Elon Musk sells electric cars. Even he realizes we need oil. Gasoline and Diesel vehicles, trucks, trains, airlines are not going away by 2035. He said it would take at least 50 years to totally convert to an all electric society that is renewable. Trains diesel locomotives last at least 50 years. Then you have to make drugs and medicines, synthetic materials, plastics, that all require oil based or coal based products.
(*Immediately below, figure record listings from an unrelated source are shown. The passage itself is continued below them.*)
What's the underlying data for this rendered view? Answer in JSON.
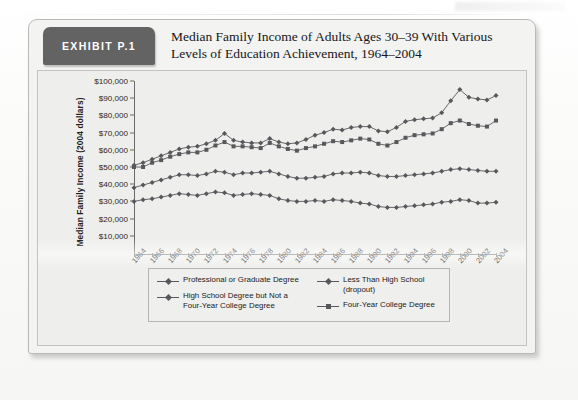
{
  "exhibit": {
    "tag": "EXHIBIT P.1",
    "title_line1": "Median Family Income of Adults Ages 30–39 With Various",
    "title_line2": "Levels of Education Achievement, 1964–2004"
  },
  "chart_data": {
    "type": "line",
    "title": "Median Family Income of Adults Ages 30–39 With Various Levels of Education Achievement, 1964–2004",
    "xlabel": "Year",
    "ylabel": "Median Family Income (2004 dollars)",
    "grid": false,
    "legend_position": "bottom",
    "ylim": [
      0,
      100000
    ],
    "yticks": [
      "$10,000",
      "$20,000",
      "$30,000",
      "$40,000",
      "$50,000",
      "$60,000",
      "$70,000",
      "$80,000",
      "$90,000",
      "$100,000"
    ],
    "ytick_values": [
      10000,
      20000,
      30000,
      40000,
      50000,
      60000,
      70000,
      80000,
      90000,
      100000
    ],
    "xlim": [
      1964,
      2004
    ],
    "xticks": [
      "1964",
      "1966",
      "1968",
      "1970",
      "1972",
      "1974",
      "1976",
      "1978",
      "1980",
      "1982",
      "1984",
      "1986",
      "1988",
      "1990",
      "1992",
      "1994",
      "1996",
      "1998",
      "2000",
      "2002",
      "2004"
    ],
    "x": [
      1964,
      1965,
      1966,
      1967,
      1968,
      1969,
      1970,
      1971,
      1972,
      1973,
      1974,
      1975,
      1976,
      1977,
      1978,
      1979,
      1980,
      1981,
      1982,
      1983,
      1984,
      1985,
      1986,
      1987,
      1988,
      1989,
      1990,
      1991,
      1992,
      1993,
      1994,
      1995,
      1996,
      1997,
      1998,
      1999,
      2000,
      2001,
      2002,
      2003,
      2004
    ],
    "series": [
      {
        "name": "Professional or Graduate Degree",
        "marker": "diamond",
        "color": "#58585c",
        "values": [
          51000,
          52500,
          54500,
          56500,
          58500,
          60500,
          61500,
          62000,
          63500,
          65500,
          69500,
          65500,
          64500,
          64000,
          64000,
          66500,
          64500,
          63500,
          64000,
          66000,
          68500,
          70000,
          72000,
          71500,
          73000,
          73500,
          73500,
          71000,
          70500,
          73000,
          76500,
          77500,
          78000,
          78500,
          81500,
          88500,
          95000,
          90500,
          89500,
          89000,
          91500
        ]
      },
      {
        "name": "Less Than High School (dropout)",
        "marker": "diamond",
        "color": "#58585c",
        "values": [
          30000,
          31000,
          31500,
          32500,
          33500,
          34500,
          34000,
          33500,
          34500,
          35500,
          35000,
          33500,
          34000,
          34500,
          34000,
          33500,
          31500,
          30500,
          30000,
          30000,
          30500,
          30000,
          31000,
          30500,
          30000,
          29000,
          28500,
          27000,
          26500,
          26500,
          27000,
          27500,
          28000,
          28500,
          29500,
          30000,
          31000,
          30500,
          29000,
          29000,
          29500
        ]
      },
      {
        "name": "High School Degree but Not a Four-Year College Degree",
        "marker": "diamond",
        "color": "#58585c",
        "values": [
          38000,
          39500,
          41000,
          42500,
          44000,
          45500,
          45500,
          45000,
          46000,
          47500,
          47000,
          45500,
          46500,
          46500,
          47000,
          47500,
          46000,
          44500,
          43500,
          43500,
          44000,
          44500,
          46000,
          46500,
          46500,
          47000,
          46500,
          45000,
          44500,
          44500,
          45000,
          45500,
          46000,
          46500,
          47500,
          48500,
          49000,
          48500,
          48000,
          47500,
          47500
        ]
      },
      {
        "name": "Four-Year College Degree",
        "marker": "square",
        "color": "#58585c",
        "values": [
          50000,
          50000,
          52500,
          54000,
          56000,
          57500,
          58500,
          58500,
          60000,
          62500,
          64500,
          62000,
          62000,
          61500,
          61000,
          64000,
          62000,
          60500,
          59500,
          61000,
          62000,
          63500,
          65000,
          64500,
          65500,
          66500,
          66000,
          63500,
          62500,
          64500,
          67000,
          68500,
          69000,
          69500,
          72000,
          75500,
          77000,
          75000,
          74000,
          73500,
          77000
        ]
      }
    ]
  },
  "legend": {
    "items": [
      {
        "label": "Professional or Graduate Degree",
        "marker": "diamond"
      },
      {
        "label": "High School Degree but Not a",
        "label2": "Four-Year College Degree",
        "marker": "diamond"
      },
      {
        "label": "Less Than High School (dropout)",
        "marker": "diamond"
      },
      {
        "label": "Four-Year College Degree",
        "marker": "square"
      }
    ]
  }
}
Also, the electric grid has to be upgraded to take on the power needed to recharge electric vehicles. More power will be needed. This means solar and wind alone can't do it, it will have to be nuclear if they want 24/7 power. Musk said a 100 mile by 100 mile array of solar panels in the Nevada desert could power the whole country. However, you have to have the grid to push it. Newer carbon composite wires to replace the power grid wires can push twice the amount of power over them, but they cost more than steel and aluminum. This would take time to replace the power grid, like the 50 years he mentioned.
Governments forcing this transition in Europe has almost doubled the cost of electricity for the consumers. Too much change too fast and it will styfle the economy. Europe's economy is stagnant and not growing. China and India's economies are growing fast, but they still use coal, oil, and nuclear power as well as a lot of hydro. Yes, they are trying to use solar and wind, but not at the expense of their growing economies. India is growing faster than China and may pass China by 2050. They do have capitalism and a multi-party political system and more freedoms.
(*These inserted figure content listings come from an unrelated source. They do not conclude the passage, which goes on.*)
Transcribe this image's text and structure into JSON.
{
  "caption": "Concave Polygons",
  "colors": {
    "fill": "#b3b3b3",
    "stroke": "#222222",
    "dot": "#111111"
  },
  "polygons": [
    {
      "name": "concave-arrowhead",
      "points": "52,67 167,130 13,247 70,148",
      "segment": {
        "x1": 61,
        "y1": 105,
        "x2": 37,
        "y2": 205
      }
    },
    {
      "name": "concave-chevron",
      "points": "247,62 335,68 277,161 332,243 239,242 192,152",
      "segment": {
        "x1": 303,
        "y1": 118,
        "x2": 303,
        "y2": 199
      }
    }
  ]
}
We have oil, gas, and an 800 year supply of coal. Nothing is mentioned anymore about growing more trees and crops that absorb more carbon dioxide.
We can also grow our food in commercial greenhouses that can take up less land than farming, and give as much as 4 crop yields a year vs 1 per year farming. Then a lot of farmland could convert back to forests or grazing land for cattle. There are a lot more ideas out there than just forcing electric cars on people. People in big cities can't see the countryside like people who don't live in cities. Heck, the government pays farmers not to grow stuff to keep farm prices up. They could instead use this money to subsidize building greenhouses to grow food, and to plant trees. We could even grow tropical foods in greenhouses instead of importing them.
Another thing that urks me. A local power company bought some farmland and put in several hundred acres of solar panels. A nearby town could have had these panels put on top of commercial buildings and schools, over parking lots, etc, and did the same thing and left the farmland alone. Living in the south solar panels covering parking lots could provide a lot of shade and weather cover for shoppers at malls, strip malls, and grocery stores. Why isn't this being tried in more places?
I still think smaller modular nukes would be better. New smaller ones can't melt down and last for at least 20 years without refueling. They can be clustered for more power out put. This could easily replace coal fired plants. Why isn't it being done? The grid needs upgrading and newer nuke power plants built before electric cars take over and also AI is going to need 20% more power to operate these giant computer systems. In the meantime electric cars can evolve to faster charging times, lower cost, and longer range.